Dozens of Vietnamese victims of Agent Orange have embarked on a controversial detoxification treatment plan developed by the Church of Scientology, a Hanoi hospital director said.

US aircraft sprayed chemical defoliants such as Agent Orange over vast swathes of jungle during the Vietnam War in an attempt to flush out Viet Cong communist guerrillas by depriving them of tree cover and food.

The 24 people being treated on a trial basis at Hanoi’s 103 Hospital have all been living near the central Danang Airbase, a known dioxin ‘hotspot’, and have all tested positive for elevated levels of the highly toxic compound.

The patients will receive the Hubbard method treatment, which consists largely of saunas, exercise and vitamins, said Hoang Manh An, director of the 103 Hospital.

“The Hubbard method... has not yet been used for the cleansing of dioxin. We want to confirm the value of this method in cleansing dioxin infection,” he said, adding he believed it would be effective, especially as there is no other way to treat dioxin exposure.

Hanoi says up to three million Vietnamese people were exposed to dioxin from Agent Orange and that one million suffer grave health repercussions today, including at least 150,000 children born with birth defects.

The Danang Airbase was a key site in the US defoliant programme during the Vietnam War, where much of the 80 million litres of Agent Orange used during Operation Ranch Hand was mixed, stored and loaded on to planes.

Last month, the US and Vietnam began the first ever joint clean-up of the area.

Founded in 1954 by late US science fiction writer L. Ron Hubbard, the Church of Scientology is recognised as a religion in the US. It claims a worldwide membership of 12 million.

But it has long been controversial, notably in Europe. In France it was convicted of fraud in 2009 and fined hundreds of thousands of euro for fleecing vulnerable followers. The conviction was upheld this year.

While the patients were receiving treatment for free, it was unclear whether the hospital or the church was funding the treatment.

The Defoliant that left many deformed

•Agent Orange was one of a class of colour-coded herbicides that US forces sprayed over the rural landscape in Vietnam to kill trees, shrubs and food crops to flush out Viet Cong communist guerrillas by depriving them of tree cover and food.

•The production of Agent Orange was halted in the 1970s, existing stocks were destroyed and it is no longer used.

•Vietnamese scientists have linked veterans’ exposure to Agent Orange to high rates of digestive ­ailments, neural disease, skin diseases and cancers.

•Women living in sprayed regions have experienced high rates of premature birth, spontaneous ­abortions, stillbirths, molar pregnancy, uterine cancer and severe birth defects.

•The effects also persist in the form of ecologically degraded landscapes in parts of the hilly and ­mountainous areas of Vietnam.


# [YOUR INSTRUCTIONS]
After locating the line that contains "Image: 1024px x", output that line and each one following it, exactly, to the end of the entries. No pictures.

# [LISTED ENTRIES]

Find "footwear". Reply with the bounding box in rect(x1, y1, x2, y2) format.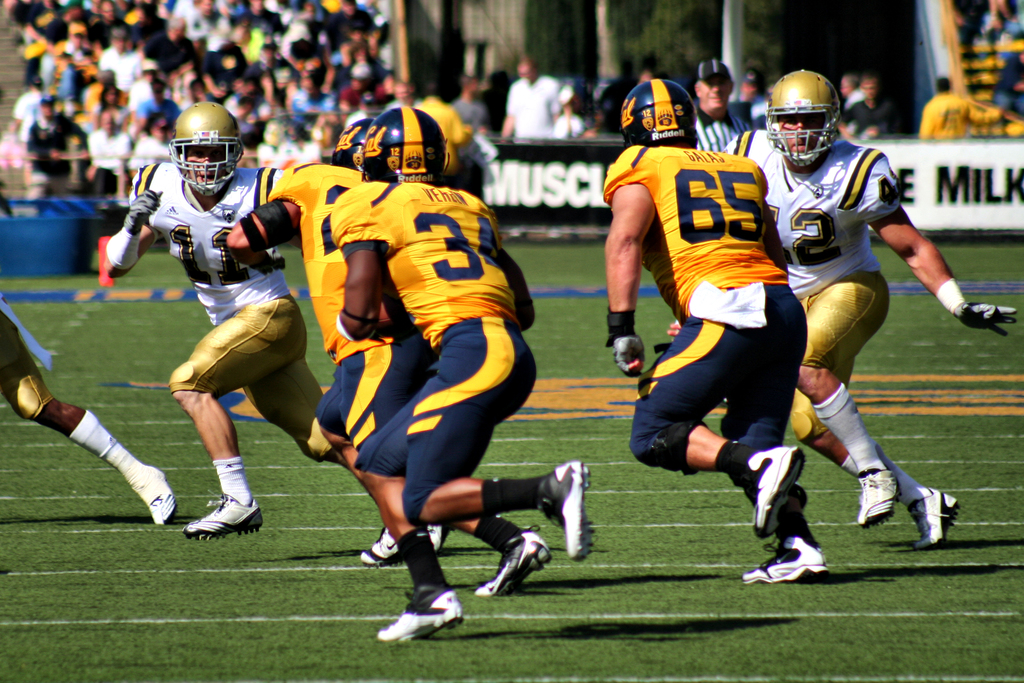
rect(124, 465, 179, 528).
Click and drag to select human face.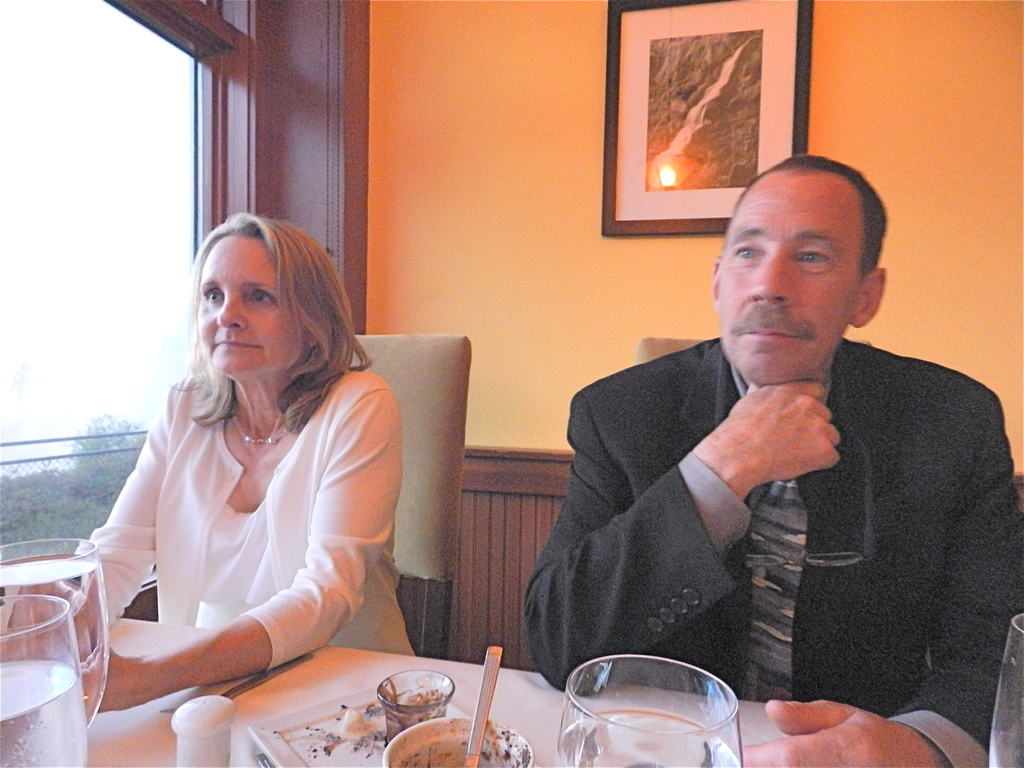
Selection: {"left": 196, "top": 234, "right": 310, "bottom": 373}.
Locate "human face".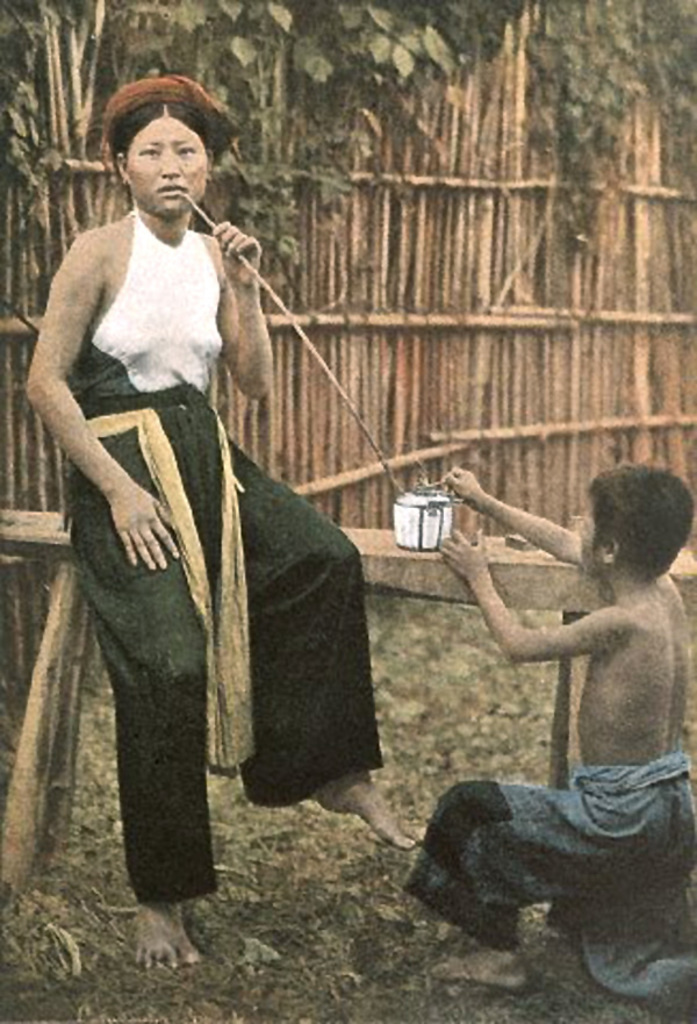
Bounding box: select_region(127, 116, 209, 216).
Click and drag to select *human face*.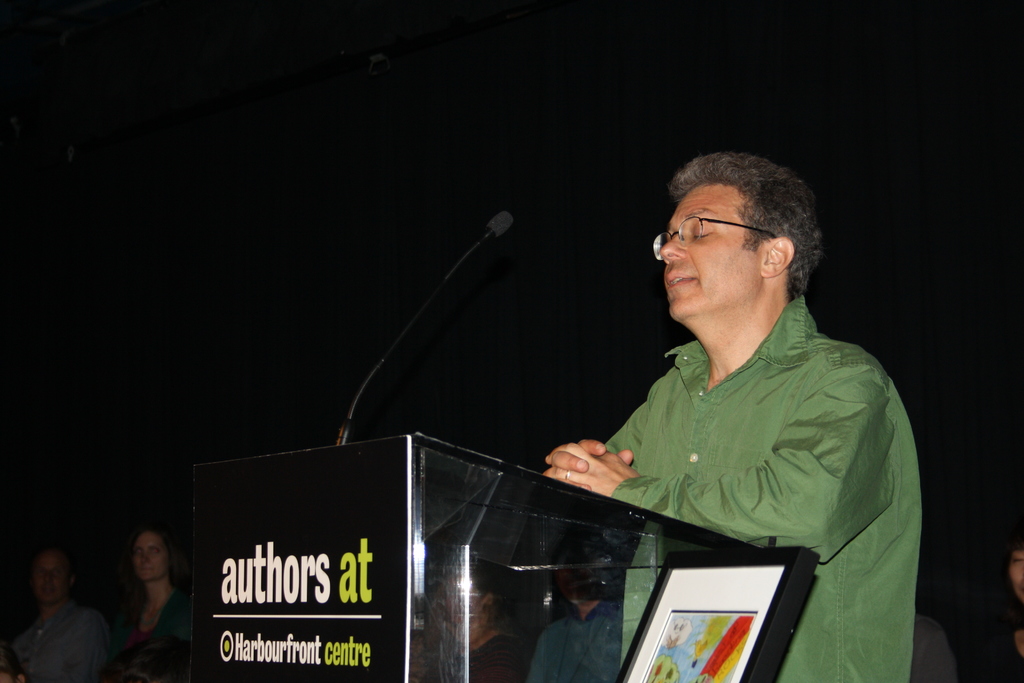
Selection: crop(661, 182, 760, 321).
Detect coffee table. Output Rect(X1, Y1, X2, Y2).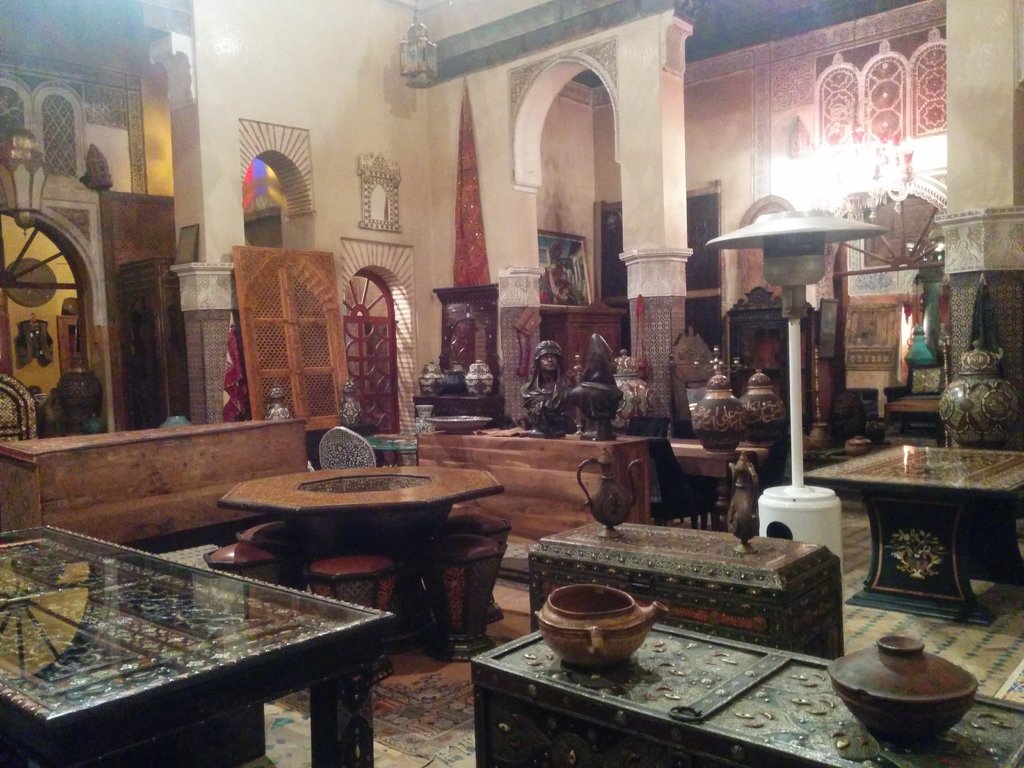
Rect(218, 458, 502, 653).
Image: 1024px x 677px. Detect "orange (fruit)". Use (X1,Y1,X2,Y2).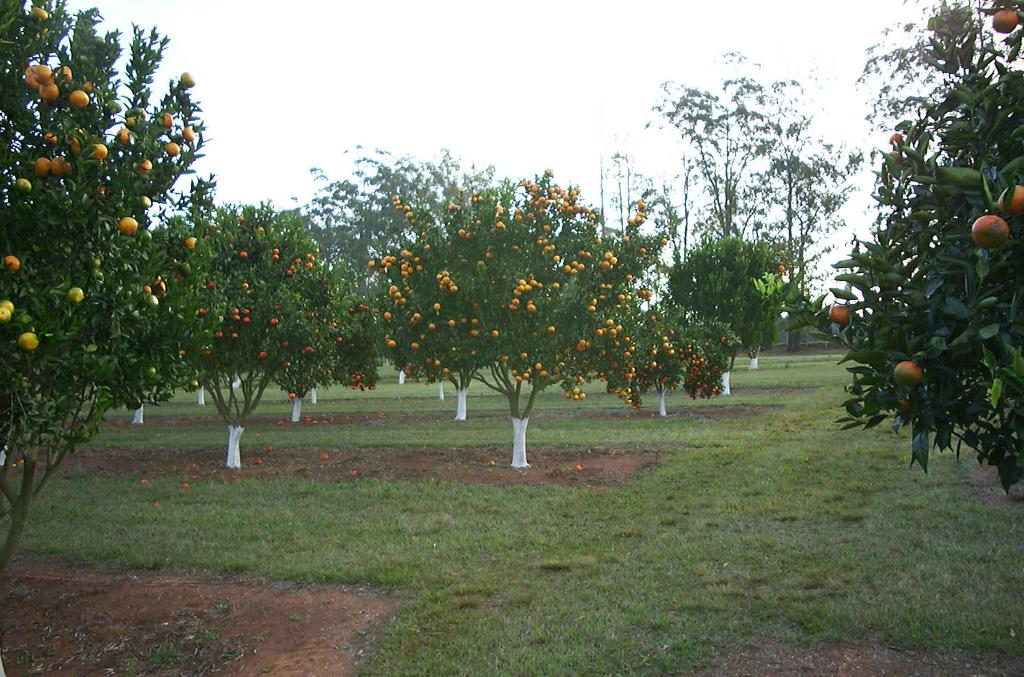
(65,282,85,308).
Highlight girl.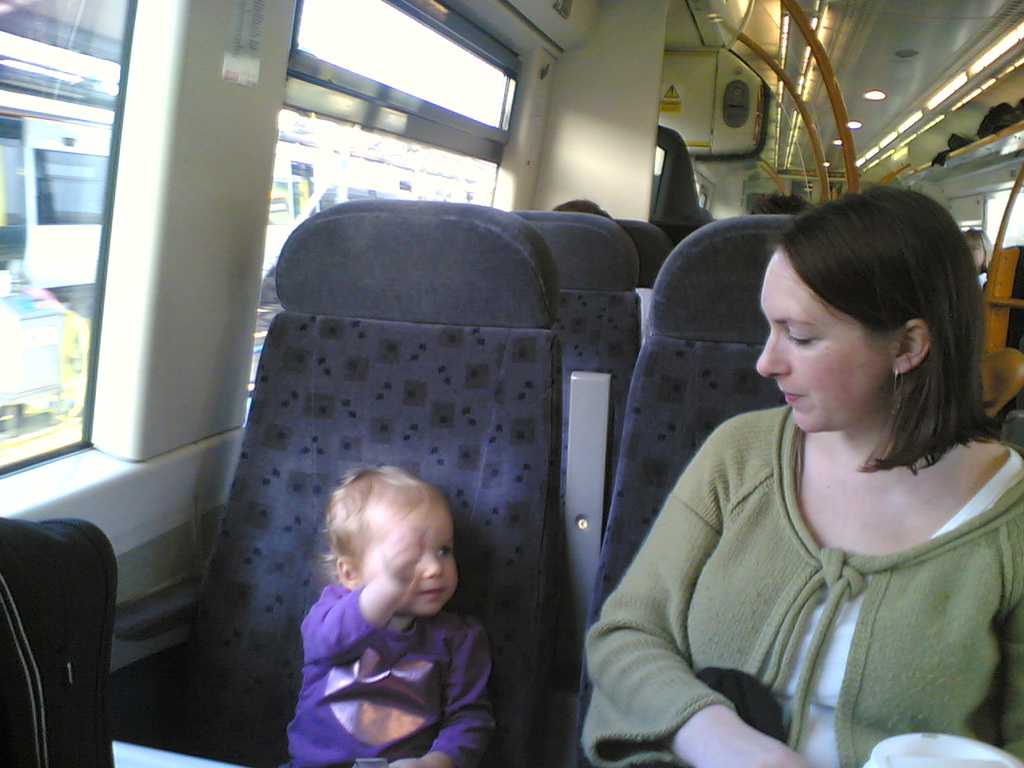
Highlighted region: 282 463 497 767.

# [RESPONSE FOR THIS EXERCISE]
Image: 1024px x 677px. Detect "orange (fruit)". Use (X1,Y1,X2,Y2).
(65,282,85,308).
Highlight girl.
Highlighted region: 282 463 497 767.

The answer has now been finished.